VOC Duit from http://commons.wikimedia.org/wiki/File:VOC_duit.jpgWhere this becomes a doitocracy, rather than just doing it, where the -ocracy comes in, is in that “they will fund” part of the equation. Like Corey Doctorow’s concept of “whuffie,” the currency of prestige in the doitocracy, the recipe for recognition, is from the quality of the work itself.  The doitocracy is more than a meritocracy, but it’s a meritocracy, too, because when you do it, and do it well, that’s when people recognize you as the expert, that’s when they give you attention and links and retweets and yes, real currency, funding, too.  Sometimes this reputation is actually codified in thumbs-ups or likes or karma points, other times it’s just having your name ring out (or your username and avatar.
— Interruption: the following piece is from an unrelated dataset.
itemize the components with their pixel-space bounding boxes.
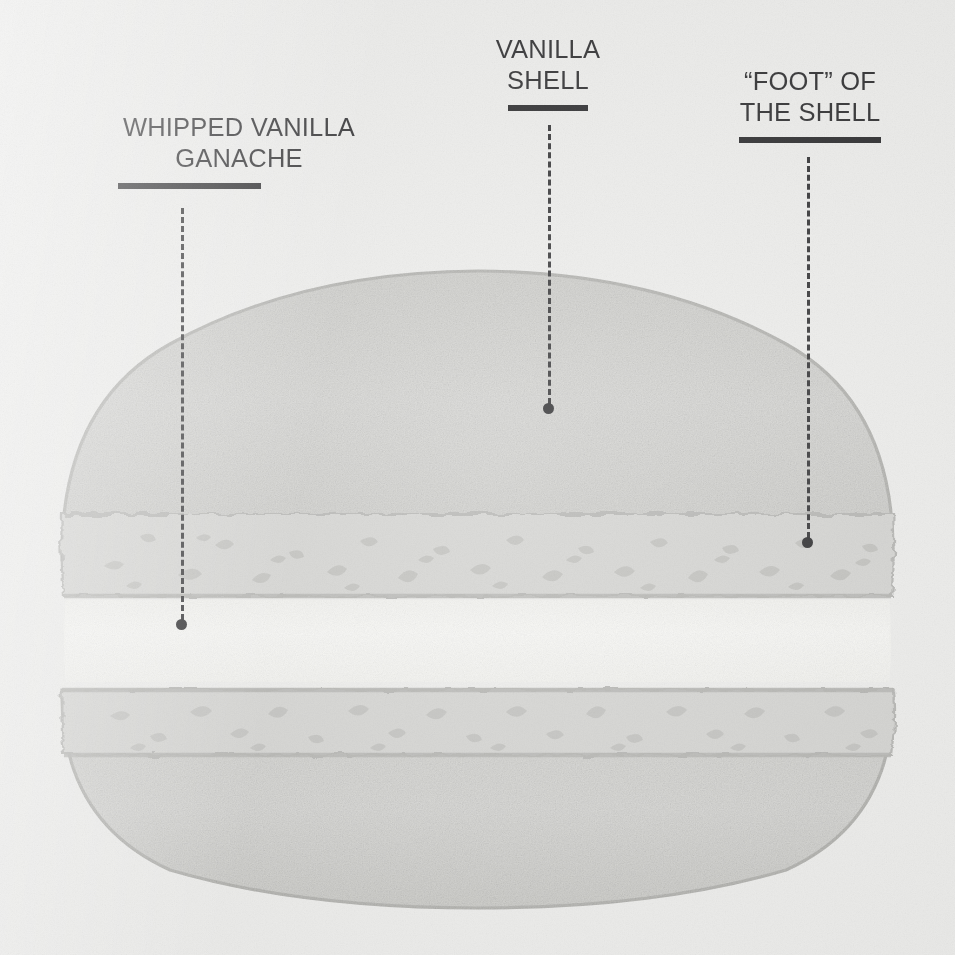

Real names not required).  When Fogelhund talks about spawning Tanganyikan cichlids, I listen, because from the posts he’s shared I know what he’s tried, when he’s succeeded and why he’s failed.  When Jamie describes a new technique for anodizing titanium, I know from the quality of what he makes and sells that it’s a technique worth trying (assuming I ever want to anodize my own titanium!)

It would be a mistake not to mention that there is plenty of hard work involved in getting ahead in the doitocracy.  It’s not just by magic or wishing that something great gets built (remember what makes a wizard!).  Lots of people, lots of time, lots of energy, and heart and soul and spirit are behind that attitude of just doing it or just making it or just learning it.  But it’s that old “where love and need are one, and the work is play for mortal stakes” idea.  It’s the kind of work that is real work, and the fact that it is hard is just part of what makes it real.

It’s the new tools for communicating, creating, connecting that make the doitocracy work.  And I think the challenge, especially in a school system that has relied too long on the “because I said so” model of motivation, is to give students the access to those tools in ways that will push them to the pleasure and the dedication, the engagement and the effort, that the doitocracy rewards and requires.  We need students who will and can learn independently, finding and doing and making and sharing.  Because those are the leaders in the doitocracy.

(one last note of thanks–my early thinking on this subject was confirmed and influenced by Alan Levine’s post “Your Work Speaks for Itself.” In the doitocracy, your work is your badge.)